Control Structures and I/O in SAL

Tom Kelliher, CS 220

Sept. 17, 1997

Announcements

Advice on using HLL and converting to SAL.

Assignment

Friday will be a lab session to write and run a SAL program. Here's the description:

Write a SAL program to read an integer, n, then read n integers and output the sum of the positive integers read.
Come to class with HLL pseudocode to solve the problem.

Control Structures

  1. Unconditional branch: b target

  2. Conditional branches with implicit comparison to 0: bltz, bgtz, blez, bgez, beqz, bnez.
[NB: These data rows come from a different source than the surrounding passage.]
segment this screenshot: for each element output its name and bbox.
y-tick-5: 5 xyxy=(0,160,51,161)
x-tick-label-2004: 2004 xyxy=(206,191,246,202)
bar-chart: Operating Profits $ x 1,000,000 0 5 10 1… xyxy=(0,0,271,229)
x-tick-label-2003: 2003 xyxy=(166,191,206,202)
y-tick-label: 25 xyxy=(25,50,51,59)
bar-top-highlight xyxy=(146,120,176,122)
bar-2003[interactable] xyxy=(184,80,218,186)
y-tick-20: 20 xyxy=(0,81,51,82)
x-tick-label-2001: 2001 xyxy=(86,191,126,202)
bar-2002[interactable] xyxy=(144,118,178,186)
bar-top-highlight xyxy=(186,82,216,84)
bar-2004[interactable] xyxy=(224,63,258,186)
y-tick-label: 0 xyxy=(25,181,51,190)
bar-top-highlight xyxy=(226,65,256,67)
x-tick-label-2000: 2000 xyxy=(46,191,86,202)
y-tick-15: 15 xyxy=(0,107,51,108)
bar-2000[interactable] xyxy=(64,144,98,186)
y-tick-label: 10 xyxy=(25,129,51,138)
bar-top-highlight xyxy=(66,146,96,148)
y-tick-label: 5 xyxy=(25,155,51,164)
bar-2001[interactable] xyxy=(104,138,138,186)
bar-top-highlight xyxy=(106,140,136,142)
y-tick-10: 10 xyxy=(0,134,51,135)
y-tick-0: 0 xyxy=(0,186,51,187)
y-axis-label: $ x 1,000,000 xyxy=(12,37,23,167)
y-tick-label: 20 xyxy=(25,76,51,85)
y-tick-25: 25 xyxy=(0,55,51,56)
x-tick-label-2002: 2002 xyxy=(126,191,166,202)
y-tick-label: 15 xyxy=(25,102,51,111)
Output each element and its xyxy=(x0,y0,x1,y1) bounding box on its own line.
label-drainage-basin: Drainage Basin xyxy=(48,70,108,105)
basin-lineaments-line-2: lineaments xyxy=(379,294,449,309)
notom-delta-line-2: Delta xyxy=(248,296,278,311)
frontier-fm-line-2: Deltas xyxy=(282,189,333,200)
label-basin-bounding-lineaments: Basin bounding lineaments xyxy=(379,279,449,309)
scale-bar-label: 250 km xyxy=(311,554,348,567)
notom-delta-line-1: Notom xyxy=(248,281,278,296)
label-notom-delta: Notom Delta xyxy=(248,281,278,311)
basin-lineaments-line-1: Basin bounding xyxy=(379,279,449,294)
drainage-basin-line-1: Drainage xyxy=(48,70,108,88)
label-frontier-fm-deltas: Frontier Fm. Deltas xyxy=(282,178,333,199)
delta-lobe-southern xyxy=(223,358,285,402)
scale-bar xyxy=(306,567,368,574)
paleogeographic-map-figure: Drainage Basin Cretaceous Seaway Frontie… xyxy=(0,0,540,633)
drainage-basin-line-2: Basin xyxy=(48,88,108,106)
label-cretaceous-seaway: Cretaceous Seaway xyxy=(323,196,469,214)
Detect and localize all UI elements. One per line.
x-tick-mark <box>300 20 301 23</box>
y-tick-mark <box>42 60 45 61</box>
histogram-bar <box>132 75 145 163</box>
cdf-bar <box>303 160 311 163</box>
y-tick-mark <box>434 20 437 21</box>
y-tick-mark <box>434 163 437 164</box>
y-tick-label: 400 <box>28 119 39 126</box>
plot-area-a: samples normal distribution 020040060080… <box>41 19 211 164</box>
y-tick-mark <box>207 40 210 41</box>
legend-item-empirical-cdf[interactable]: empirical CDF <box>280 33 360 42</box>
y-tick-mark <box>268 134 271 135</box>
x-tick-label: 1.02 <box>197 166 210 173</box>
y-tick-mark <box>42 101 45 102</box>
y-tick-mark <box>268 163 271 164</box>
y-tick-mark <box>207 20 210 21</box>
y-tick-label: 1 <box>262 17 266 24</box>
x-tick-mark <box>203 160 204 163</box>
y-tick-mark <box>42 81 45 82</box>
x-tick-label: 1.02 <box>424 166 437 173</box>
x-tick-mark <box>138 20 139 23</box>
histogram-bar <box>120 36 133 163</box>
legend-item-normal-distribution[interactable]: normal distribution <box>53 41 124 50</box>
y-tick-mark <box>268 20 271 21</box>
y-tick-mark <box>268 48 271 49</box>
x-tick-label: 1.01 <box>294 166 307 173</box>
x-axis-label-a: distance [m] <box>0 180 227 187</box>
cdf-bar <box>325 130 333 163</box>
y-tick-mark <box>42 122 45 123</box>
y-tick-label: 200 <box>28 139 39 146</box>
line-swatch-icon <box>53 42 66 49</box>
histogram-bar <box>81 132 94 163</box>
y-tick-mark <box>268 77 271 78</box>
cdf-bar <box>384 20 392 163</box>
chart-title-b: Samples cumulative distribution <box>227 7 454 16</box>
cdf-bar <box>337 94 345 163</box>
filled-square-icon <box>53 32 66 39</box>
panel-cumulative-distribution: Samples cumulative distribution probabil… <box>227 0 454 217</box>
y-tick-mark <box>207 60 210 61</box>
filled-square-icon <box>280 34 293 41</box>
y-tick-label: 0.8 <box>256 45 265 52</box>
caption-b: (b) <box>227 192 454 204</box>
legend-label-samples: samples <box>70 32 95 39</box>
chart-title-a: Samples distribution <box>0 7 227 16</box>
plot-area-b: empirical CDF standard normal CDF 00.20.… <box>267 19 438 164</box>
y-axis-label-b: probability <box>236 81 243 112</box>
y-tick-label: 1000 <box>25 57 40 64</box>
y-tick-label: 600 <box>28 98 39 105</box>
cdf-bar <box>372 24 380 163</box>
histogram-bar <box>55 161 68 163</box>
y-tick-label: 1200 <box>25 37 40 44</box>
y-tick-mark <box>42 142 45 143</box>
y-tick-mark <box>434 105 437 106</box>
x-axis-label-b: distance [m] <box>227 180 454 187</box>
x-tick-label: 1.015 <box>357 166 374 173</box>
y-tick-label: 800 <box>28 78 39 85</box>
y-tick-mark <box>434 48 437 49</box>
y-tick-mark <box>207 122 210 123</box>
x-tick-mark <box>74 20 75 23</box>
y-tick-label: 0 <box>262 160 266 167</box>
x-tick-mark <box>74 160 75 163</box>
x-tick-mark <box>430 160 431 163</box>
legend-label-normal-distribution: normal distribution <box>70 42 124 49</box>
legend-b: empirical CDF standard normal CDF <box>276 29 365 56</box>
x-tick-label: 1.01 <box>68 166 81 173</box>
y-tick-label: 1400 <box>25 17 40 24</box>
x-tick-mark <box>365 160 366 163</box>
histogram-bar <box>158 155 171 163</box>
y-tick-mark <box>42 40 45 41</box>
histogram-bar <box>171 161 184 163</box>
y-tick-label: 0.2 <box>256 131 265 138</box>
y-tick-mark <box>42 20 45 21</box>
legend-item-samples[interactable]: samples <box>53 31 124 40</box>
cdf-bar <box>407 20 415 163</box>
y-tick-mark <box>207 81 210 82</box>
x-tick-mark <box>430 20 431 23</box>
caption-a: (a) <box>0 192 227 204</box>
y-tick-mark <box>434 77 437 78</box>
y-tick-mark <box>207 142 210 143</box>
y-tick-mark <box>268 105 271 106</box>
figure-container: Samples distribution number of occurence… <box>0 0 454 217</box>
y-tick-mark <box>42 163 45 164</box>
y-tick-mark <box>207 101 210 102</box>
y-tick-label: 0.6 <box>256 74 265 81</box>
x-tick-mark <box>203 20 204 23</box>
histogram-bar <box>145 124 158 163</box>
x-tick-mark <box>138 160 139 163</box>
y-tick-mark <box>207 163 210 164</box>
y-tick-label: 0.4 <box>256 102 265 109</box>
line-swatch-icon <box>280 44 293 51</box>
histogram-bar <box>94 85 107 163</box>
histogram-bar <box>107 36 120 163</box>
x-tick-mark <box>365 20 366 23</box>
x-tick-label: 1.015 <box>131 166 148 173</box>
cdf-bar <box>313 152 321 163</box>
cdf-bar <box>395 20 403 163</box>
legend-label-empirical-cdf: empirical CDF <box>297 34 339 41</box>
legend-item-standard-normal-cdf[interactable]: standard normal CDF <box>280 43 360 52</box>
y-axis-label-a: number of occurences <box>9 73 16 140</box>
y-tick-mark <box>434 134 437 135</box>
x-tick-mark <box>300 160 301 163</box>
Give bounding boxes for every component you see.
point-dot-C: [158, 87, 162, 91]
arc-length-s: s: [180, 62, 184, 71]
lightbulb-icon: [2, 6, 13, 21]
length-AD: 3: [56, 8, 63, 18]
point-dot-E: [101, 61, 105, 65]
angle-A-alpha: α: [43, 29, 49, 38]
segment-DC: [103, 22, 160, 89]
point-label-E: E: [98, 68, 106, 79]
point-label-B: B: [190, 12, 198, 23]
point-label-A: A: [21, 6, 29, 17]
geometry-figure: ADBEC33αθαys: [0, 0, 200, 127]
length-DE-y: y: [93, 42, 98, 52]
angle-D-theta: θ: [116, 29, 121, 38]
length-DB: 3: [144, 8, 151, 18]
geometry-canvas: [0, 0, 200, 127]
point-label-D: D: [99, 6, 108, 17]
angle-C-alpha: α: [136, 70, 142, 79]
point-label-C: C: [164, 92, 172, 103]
Example: beqz divisor, error

  3. Conditional branches which compare two operands: blt, bgt, ble, bge, beq, bne. Example: beq i, j, endif

Examples

  1. if (i >= 0)
       j = 1;
    else
       j = -1;
    

  2. if (i <= -2 || i >= 2)
       i *= i;
    else if (i == 0)
       i = i / j;
    else
       j = i;
    

  3. for (i = 1, sum = 0; i < 1025; i *= 2)
       sum += i;
    

  4. while (i < 1000)
    {
       if (i % j == 0)
          break;
    
       i += k;
    }
    

I/O

  1. get input --- Input operation. input can be a .word, .float, or a .byte. Entire line read for the former two.

  2. put output --- Output operation. output can be a .word, .float, or a .byte. No newline added. (So, how do we get a newline?)

  3. puts string --- Output a string.